- Opening Delimiter -

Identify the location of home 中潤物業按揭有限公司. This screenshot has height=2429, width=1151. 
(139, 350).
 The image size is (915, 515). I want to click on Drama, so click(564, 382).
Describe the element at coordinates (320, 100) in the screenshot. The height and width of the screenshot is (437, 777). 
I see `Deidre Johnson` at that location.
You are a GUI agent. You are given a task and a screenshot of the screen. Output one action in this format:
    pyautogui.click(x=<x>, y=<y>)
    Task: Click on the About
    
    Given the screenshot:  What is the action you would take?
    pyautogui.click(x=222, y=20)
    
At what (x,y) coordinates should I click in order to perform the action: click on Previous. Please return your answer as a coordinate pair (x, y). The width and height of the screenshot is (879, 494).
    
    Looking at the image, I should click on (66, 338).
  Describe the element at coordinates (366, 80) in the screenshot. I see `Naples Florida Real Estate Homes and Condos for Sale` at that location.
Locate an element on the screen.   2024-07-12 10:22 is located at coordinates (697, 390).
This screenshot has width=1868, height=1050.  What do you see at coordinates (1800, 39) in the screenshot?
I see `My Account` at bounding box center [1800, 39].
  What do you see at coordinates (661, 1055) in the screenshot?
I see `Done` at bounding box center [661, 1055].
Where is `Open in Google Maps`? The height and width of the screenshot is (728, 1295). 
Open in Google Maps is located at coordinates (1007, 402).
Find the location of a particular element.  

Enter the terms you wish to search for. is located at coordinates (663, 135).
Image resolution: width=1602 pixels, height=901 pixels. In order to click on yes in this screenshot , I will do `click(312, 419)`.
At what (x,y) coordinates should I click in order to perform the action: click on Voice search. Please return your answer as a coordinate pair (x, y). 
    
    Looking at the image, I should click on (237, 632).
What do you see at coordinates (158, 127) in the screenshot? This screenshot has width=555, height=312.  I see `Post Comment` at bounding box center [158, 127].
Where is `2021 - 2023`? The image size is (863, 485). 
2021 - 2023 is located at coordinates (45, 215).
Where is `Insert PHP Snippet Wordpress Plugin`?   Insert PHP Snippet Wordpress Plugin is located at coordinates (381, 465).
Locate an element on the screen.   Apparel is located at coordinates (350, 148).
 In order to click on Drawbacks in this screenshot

- Closing Delimiter -

WHAT IS EXPECTED :: Restate each line of the records above without any deviation.

EXERCISE OUTPUT ::
Identify the location of home 中潤物業按揭有限公司. This screenshot has height=2429, width=1151. 
(139, 350).
 The image size is (915, 515). I want to click on Drama, so click(564, 382).
Describe the element at coordinates (320, 100) in the screenshot. The height and width of the screenshot is (437, 777). 
I see `Deidre Johnson` at that location.
You are a GUI agent. You are given a task and a screenshot of the screen. Output one action in this format:
    pyautogui.click(x=<x>, y=<y>)
    Task: Click on the About
    
    Given the screenshot:  What is the action you would take?
    pyautogui.click(x=222, y=20)
    
At what (x,y) coordinates should I click in order to perform the action: click on Previous. Please return your answer as a coordinate pair (x, y). The width and height of the screenshot is (879, 494).
    
    Looking at the image, I should click on (66, 338).
  Describe the element at coordinates (366, 80) in the screenshot. I see `Naples Florida Real Estate Homes and Condos for Sale` at that location.
Locate an element on the screen.   2024-07-12 10:22 is located at coordinates (697, 390).
This screenshot has width=1868, height=1050.  What do you see at coordinates (1800, 39) in the screenshot?
I see `My Account` at bounding box center [1800, 39].
  What do you see at coordinates (661, 1055) in the screenshot?
I see `Done` at bounding box center [661, 1055].
Where is `Open in Google Maps`? The height and width of the screenshot is (728, 1295). 
Open in Google Maps is located at coordinates (1007, 402).
Find the location of a particular element.  

Enter the terms you wish to search for. is located at coordinates (663, 135).
Image resolution: width=1602 pixels, height=901 pixels. In order to click on yes in this screenshot , I will do `click(312, 419)`.
At what (x,y) coordinates should I click in order to perform the action: click on Voice search. Please return your answer as a coordinate pair (x, y). 
    
    Looking at the image, I should click on (237, 632).
What do you see at coordinates (158, 127) in the screenshot? This screenshot has width=555, height=312.  I see `Post Comment` at bounding box center [158, 127].
Where is `2021 - 2023`? The image size is (863, 485). 
2021 - 2023 is located at coordinates (45, 215).
Where is `Insert PHP Snippet Wordpress Plugin`?   Insert PHP Snippet Wordpress Plugin is located at coordinates (381, 465).
Locate an element on the screen.   Apparel is located at coordinates (350, 148).
 In order to click on Drawbacks in this screenshot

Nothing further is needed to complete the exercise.